Vice-President of India Jagdeep Dhankar on Monday questioned the investigation conducted by the three-judge in-house committee into the Justice Yashwant Varma corruption case.
He questioned the constitutional and legal foundation of the in-house inquiry, suggesting it lacked legitimacy.
VP Dhankhar raised doubts about the effectiveness of the inquiry, pointing out the absence of clarity on whether any electronic evidence was recovered. He said that the nation is still waiting for details about the money trail, its intended use, and whether higher-profile individuals are involved.
“The incident happened, and for a week, the country of 1.4 billion people did not know about this. Just imagine how many such instances may have taken place. Every such instance impacts the common man,” he said .
“People do not know if this inquiry committee recovered any electronic evidence, and the country is still waiting to know about the money trail, its purpose and the bigger sharks,” Dhankhar said adding that it “does not have any constitutional premise or legal sanctity but most importantly it will be inconsequential”, and wondered why no FIR has been registered in the matter yet.
Stressing on the need for an FIR, Dhankhar said, “People are waiting with bated breath… The money trail, its source, its purpose, did it pollute the judicial system? Who are the bigger sharks? We need to find out.”
In his address, Dhankhar said, “…we cannot get away from the ground reality today. We celebrate the book release, but we are confronted with the jarring reality. Our judge’s residence in Lutyens Delhi had burnt notes, cash haul, there is no FIR till date.”
He said in a country governed by rule of law, “there can be no occasion whatsoever to delay even for a moment… because that is ordainment of law.
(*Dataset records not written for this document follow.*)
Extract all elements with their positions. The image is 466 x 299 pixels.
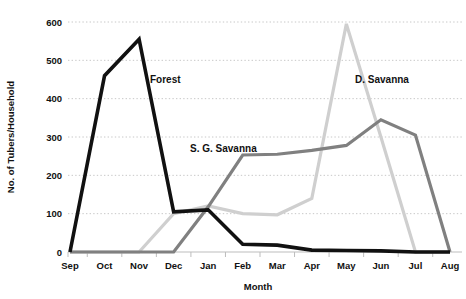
x-tick-label-feb: Feb	[234, 260, 251, 271]
x-tick-label-sep: Sep	[61, 260, 79, 271]
series-annotations-group: ForestS. G. SavannaD. Savanna	[150, 74, 409, 154]
x-tick-label-jul: Jul	[409, 260, 423, 271]
y-tick-labels-group: 0100200300400500600	[46, 17, 62, 258]
series-line-forest	[70, 39, 450, 252]
x-tick-label-may: May	[337, 260, 356, 271]
x-tick-label-mar: Mar	[269, 260, 286, 271]
y-axis-title: No. of Tubers/Household	[5, 81, 16, 193]
series-lines-group	[70, 24, 450, 252]
x-tick-labels-group: SepOctNovDecJanFebMarAprMayJunJulAug	[61, 260, 459, 271]
series-label-s-g-savanna: S. G. Savanna	[190, 143, 257, 154]
y-tick-label: 200	[46, 170, 62, 181]
x-tick-label-nov: Nov	[130, 260, 149, 271]
y-tick-label: 300	[46, 132, 62, 143]
series-line-s-g-savanna	[70, 120, 450, 252]
y-tick-label: 400	[46, 93, 62, 104]
y-tick-label: 500	[46, 55, 62, 66]
y-tick-label: 100	[46, 208, 62, 219]
x-tick-label-apr: Apr	[304, 260, 321, 271]
line-chart: 0100200300400500600 SepOctNovDecJanFebMa…	[0, 0, 466, 299]
y-tick-label: 600	[46, 17, 62, 28]
x-axis-title: Month	[244, 281, 273, 292]
x-tick-label-jun: Jun	[372, 260, 389, 271]
series-label-d-savanna: D. Savanna	[355, 74, 409, 85]
x-tick-label-jan: Jan	[200, 260, 217, 271]
series-label-forest: Forest	[150, 74, 181, 85]
x-tick-label-dec: Dec	[165, 260, 182, 271]
series-line-d-savanna	[70, 24, 450, 252]
chart-container: 0100200300400500600 SepOctNovDecJanFebMa…	[0, 0, 466, 299]
x-tick-label-oct: Oct	[97, 260, 114, 271]
y-tick-label: 0	[57, 247, 62, 258]
x-tick-label-aug: Aug	[441, 260, 460, 271]
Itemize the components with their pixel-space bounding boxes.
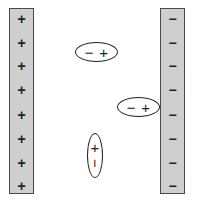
- positive-plate: + + + + + + + +: [9, 8, 34, 194]
- minus-sign: −: [85, 45, 94, 60]
- plus-sign: +: [91, 140, 100, 155]
- plus-sign: +: [10, 83, 33, 97]
- plus-sign: +: [10, 59, 33, 73]
- negative-plate: − − − − − − − −: [160, 8, 185, 194]
- minus-sign: −: [161, 83, 184, 97]
- plus-sign: +: [141, 100, 150, 115]
- plus-sign: +: [10, 132, 33, 146]
- plus-sign: +: [10, 156, 33, 170]
- minus-sign: −: [161, 108, 184, 122]
- plus-sign: +: [99, 45, 108, 60]
- minus-sign: −: [161, 179, 184, 193]
- dipole-horizontal-2: − +: [117, 97, 160, 117]
- plus-sign: +: [10, 36, 33, 50]
- plus-sign: +: [10, 12, 33, 26]
- plus-sign: +: [10, 108, 33, 122]
- minus-sign: −: [161, 12, 184, 26]
- plus-sign: +: [10, 179, 33, 193]
- minus-sign: −: [87, 159, 102, 168]
- minus-sign: −: [161, 156, 184, 170]
- dipole-horizontal-1: − +: [75, 42, 118, 62]
- dipole-vertical: + −: [87, 133, 103, 178]
- minus-sign: −: [161, 132, 184, 146]
- minus-sign: −: [161, 36, 184, 50]
- minus-sign: −: [127, 100, 136, 115]
- minus-sign: −: [161, 59, 184, 73]
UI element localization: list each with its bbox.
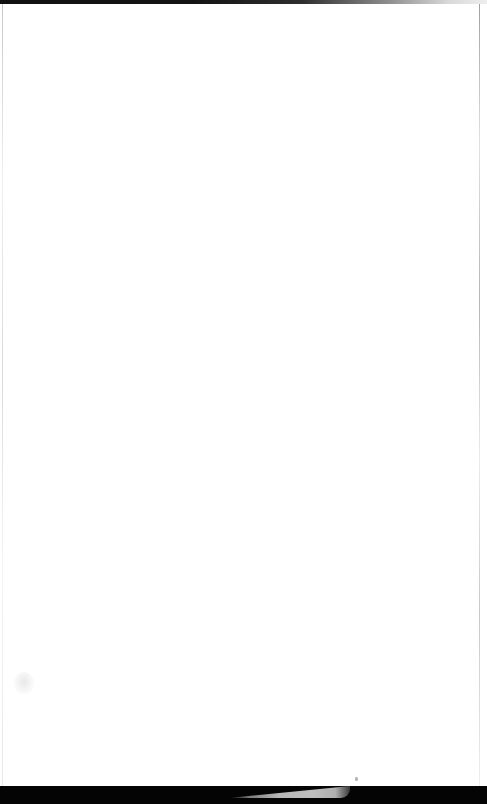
left-margin-rule: [2, 4, 3, 804]
page-blank-area: [0, 0, 487, 804]
bottom-right-speck: [355, 777, 358, 781]
right-margin-rule: [479, 4, 480, 786]
left-edge-smudge: [14, 672, 34, 694]
bottom-dark-band: [0, 786, 487, 804]
top-edge-shadow-strip: [0, 0, 487, 4]
scanned-page: [0, 0, 487, 804]
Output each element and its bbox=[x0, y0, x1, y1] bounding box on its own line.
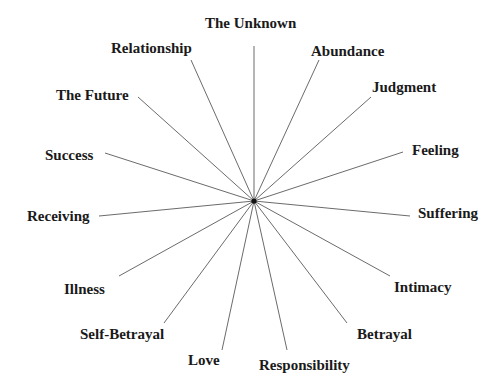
spoke-line bbox=[105, 153, 254, 201]
spoke-label: Self-Betrayal bbox=[80, 327, 164, 342]
spoke-line bbox=[254, 60, 319, 201]
spoke-line bbox=[191, 60, 254, 201]
spoke-label: Betrayal bbox=[357, 327, 412, 342]
spoke-label: The Unknown bbox=[205, 16, 296, 31]
spoke-label: Success bbox=[45, 148, 93, 163]
spoke-label: Abundance bbox=[311, 44, 384, 59]
spoke-label: Receiving bbox=[27, 209, 89, 224]
spoke-label: Judgment bbox=[372, 80, 436, 95]
spoke-label: Feeling bbox=[412, 143, 459, 158]
spoke-line bbox=[254, 152, 403, 201]
spoke-label: Relationship bbox=[111, 41, 192, 56]
spoke-lines bbox=[99, 46, 410, 350]
spoke-line bbox=[138, 97, 254, 201]
center-hub bbox=[251, 198, 256, 203]
spoke-label: Responsibility bbox=[259, 358, 350, 373]
radial-diagram bbox=[0, 0, 502, 389]
spoke-label: Love bbox=[188, 353, 220, 368]
spoke-label: Suffering bbox=[418, 206, 478, 221]
spoke-line bbox=[254, 97, 371, 201]
spoke-label: Intimacy bbox=[394, 280, 452, 295]
spoke-label: Illness bbox=[64, 282, 105, 297]
spoke-label: The Future bbox=[56, 88, 129, 103]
The rule of law is the very foundation of society”.
VP was speaking at the launch of a book, The Constitution We Adopted, edited by senior advocate Vijay Hansaria.Stating that the incident “is agitating mind of billions”, Dhankhar said there is a need for “scientific, forensic, expert, thorough investigation that reveals everything and leaves nothing unrevealed.
The truth needs to be laid bare”.Dhankhar also called for revisiting the 1991 K Veeraswami judgment, which laid down that prior sanction is needed for prosecuting judges, saying it had “erected scaffolding of impunity” around the judiciary.
On March 22, the then Chief Justice of India Sanjiv Khanna had set up a three-member in-house committee to inquiry into the allegations around Justice Varma. The committee in its report is learnt to have found the allegations credible.
Justice Varma, who was transferred to Allahabad High Court from Delhi High Court days after the charges surfaced, has denied the allegations.